Caroline looked doubtfully round her restaurant. An upholstered taupe banquette was now installed against the far wall, long enough to accommodate four tables; two tables would seat four and two were for couples. There was a long low mirror behind, French brasserie style, so guests sitting facing the wall could still catch all the action in the rest of the room.
The other tables were mostly for four but could easily be adapted for two, or added to to seat six, or even eight at a pinch, because flexibility, Caroline had been told, was essential. You had to think of groups as well as couples having a night out, Cassandra had explained. Of course Caroline should have remembered that, she had been to enough good restaurants in her life, but she needed that extra help in thinking right now because she had so much on her mind.
Her see-through lucite Ghost armchairs had had their backs upholstered in the same taupe that played so well off the honey-color stone walls, with matching seat cushions. As yet there were no tablecloths, no lamps, no votives, no flowers. Even the tables under the new coffee-colored awning on the terrace were bare naked. Caroline's heart sank. The place felt suddenly “empty” and not just because there were no customers. Somewhere, it had lost its “soul.”
“I can't ask anybody here,” she said to Maggie, “it's not ready. And I don't know how to make it âready,' and I never will. I've lost it, Mags, and so has my Place in the Country. Oh, I know how to cook and I know what I want to cook but I have no experience and, Mags, I'm scared.”
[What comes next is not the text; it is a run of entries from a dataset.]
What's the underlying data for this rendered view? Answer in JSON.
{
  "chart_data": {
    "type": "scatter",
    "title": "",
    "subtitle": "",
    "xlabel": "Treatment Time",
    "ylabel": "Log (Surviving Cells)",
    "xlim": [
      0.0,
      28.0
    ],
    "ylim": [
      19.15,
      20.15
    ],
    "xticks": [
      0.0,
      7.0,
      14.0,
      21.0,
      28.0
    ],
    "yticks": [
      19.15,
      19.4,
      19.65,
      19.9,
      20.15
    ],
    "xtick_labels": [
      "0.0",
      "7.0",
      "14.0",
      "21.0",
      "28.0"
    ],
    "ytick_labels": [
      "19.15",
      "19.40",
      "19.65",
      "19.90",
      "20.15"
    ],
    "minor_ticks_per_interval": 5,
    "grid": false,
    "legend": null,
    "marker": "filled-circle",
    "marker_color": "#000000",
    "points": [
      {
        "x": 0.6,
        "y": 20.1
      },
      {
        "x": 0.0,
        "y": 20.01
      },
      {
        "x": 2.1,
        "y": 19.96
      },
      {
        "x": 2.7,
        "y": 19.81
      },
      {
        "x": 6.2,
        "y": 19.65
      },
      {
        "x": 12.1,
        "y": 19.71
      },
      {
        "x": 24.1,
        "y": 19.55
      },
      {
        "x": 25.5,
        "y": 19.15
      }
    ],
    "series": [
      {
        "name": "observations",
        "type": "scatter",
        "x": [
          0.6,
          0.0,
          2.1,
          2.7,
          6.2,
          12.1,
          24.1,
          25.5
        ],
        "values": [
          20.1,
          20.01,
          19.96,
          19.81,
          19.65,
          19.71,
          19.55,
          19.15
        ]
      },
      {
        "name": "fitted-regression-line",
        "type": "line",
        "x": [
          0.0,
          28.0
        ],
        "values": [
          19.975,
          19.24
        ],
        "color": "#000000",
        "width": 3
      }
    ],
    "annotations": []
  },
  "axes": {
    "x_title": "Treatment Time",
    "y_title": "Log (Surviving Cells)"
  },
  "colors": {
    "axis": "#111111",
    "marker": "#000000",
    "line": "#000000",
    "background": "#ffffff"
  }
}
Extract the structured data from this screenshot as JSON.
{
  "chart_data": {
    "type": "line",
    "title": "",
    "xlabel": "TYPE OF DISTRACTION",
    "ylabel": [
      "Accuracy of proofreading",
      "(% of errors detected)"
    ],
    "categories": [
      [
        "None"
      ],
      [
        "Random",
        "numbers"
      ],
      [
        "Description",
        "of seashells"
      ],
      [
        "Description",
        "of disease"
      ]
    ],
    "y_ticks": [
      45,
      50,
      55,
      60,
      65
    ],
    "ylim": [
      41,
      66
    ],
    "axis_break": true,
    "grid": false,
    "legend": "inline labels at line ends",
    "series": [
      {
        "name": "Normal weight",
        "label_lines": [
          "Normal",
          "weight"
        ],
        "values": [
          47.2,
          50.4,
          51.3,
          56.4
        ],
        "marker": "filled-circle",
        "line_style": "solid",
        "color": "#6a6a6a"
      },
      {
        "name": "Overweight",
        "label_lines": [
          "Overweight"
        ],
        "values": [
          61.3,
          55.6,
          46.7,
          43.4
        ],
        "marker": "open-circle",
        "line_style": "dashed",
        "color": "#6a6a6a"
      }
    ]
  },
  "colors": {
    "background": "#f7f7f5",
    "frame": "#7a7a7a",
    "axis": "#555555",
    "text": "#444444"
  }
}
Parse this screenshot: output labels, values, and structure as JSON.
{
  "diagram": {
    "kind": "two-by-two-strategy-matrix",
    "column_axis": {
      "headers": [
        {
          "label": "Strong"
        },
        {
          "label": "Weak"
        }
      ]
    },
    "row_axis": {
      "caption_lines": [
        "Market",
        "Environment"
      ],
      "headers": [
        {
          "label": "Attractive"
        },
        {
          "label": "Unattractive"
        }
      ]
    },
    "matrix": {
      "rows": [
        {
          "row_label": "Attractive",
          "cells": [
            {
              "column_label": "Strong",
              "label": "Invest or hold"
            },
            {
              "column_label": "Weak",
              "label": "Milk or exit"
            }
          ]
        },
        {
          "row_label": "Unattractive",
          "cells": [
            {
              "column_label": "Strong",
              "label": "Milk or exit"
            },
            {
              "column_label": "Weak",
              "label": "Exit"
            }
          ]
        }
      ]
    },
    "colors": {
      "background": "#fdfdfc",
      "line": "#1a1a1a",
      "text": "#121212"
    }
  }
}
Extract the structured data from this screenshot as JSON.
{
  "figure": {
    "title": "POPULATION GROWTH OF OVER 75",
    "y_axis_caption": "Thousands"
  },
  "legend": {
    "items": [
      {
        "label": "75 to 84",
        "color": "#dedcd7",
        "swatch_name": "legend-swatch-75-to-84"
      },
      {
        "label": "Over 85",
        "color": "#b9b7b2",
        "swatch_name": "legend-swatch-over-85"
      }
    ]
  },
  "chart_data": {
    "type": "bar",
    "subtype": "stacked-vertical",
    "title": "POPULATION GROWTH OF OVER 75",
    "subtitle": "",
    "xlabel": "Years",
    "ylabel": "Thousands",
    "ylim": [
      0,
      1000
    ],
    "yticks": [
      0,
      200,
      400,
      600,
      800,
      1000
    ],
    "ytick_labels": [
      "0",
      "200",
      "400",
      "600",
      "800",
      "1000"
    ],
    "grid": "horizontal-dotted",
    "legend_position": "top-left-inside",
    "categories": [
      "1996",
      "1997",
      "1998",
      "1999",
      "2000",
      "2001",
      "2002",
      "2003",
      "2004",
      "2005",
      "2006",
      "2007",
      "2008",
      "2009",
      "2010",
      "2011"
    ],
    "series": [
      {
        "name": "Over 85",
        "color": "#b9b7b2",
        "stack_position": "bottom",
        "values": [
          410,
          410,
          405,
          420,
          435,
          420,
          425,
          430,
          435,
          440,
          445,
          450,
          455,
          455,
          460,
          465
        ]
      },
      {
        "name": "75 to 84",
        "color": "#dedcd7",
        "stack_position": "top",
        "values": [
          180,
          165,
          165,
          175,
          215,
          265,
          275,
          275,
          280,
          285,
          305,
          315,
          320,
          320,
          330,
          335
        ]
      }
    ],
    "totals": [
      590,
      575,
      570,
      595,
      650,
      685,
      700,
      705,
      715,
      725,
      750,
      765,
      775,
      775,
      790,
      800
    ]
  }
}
“That's exactly why you have to do it.” Maggie scowled at her. “Get yourself together, Caroline,” she said firmly. “Your future depends on this.”
Of course it did. Once again she was the one in charge. “So what'll I do?” she asked.
“First you decide who you're inviting, then decide on your menu, and when you do remember
who
you are cooking for and what they would like to eat, and get cracking. Friday will be a good night, people are always eager to get out at the beginning of the weekend.”
“Friday! But that's three days away!
Oh my God,
” Caroline said feeling faint at the thought.
“You getting religious or something?” Maggie went to the door and flagged down Sarah who was walking across the drive with Little Billy strapped to her chest, carrying a bunch of flowers picked from the hedgerow. “Opening night, Friday,” Maggie called to her. “You ready?”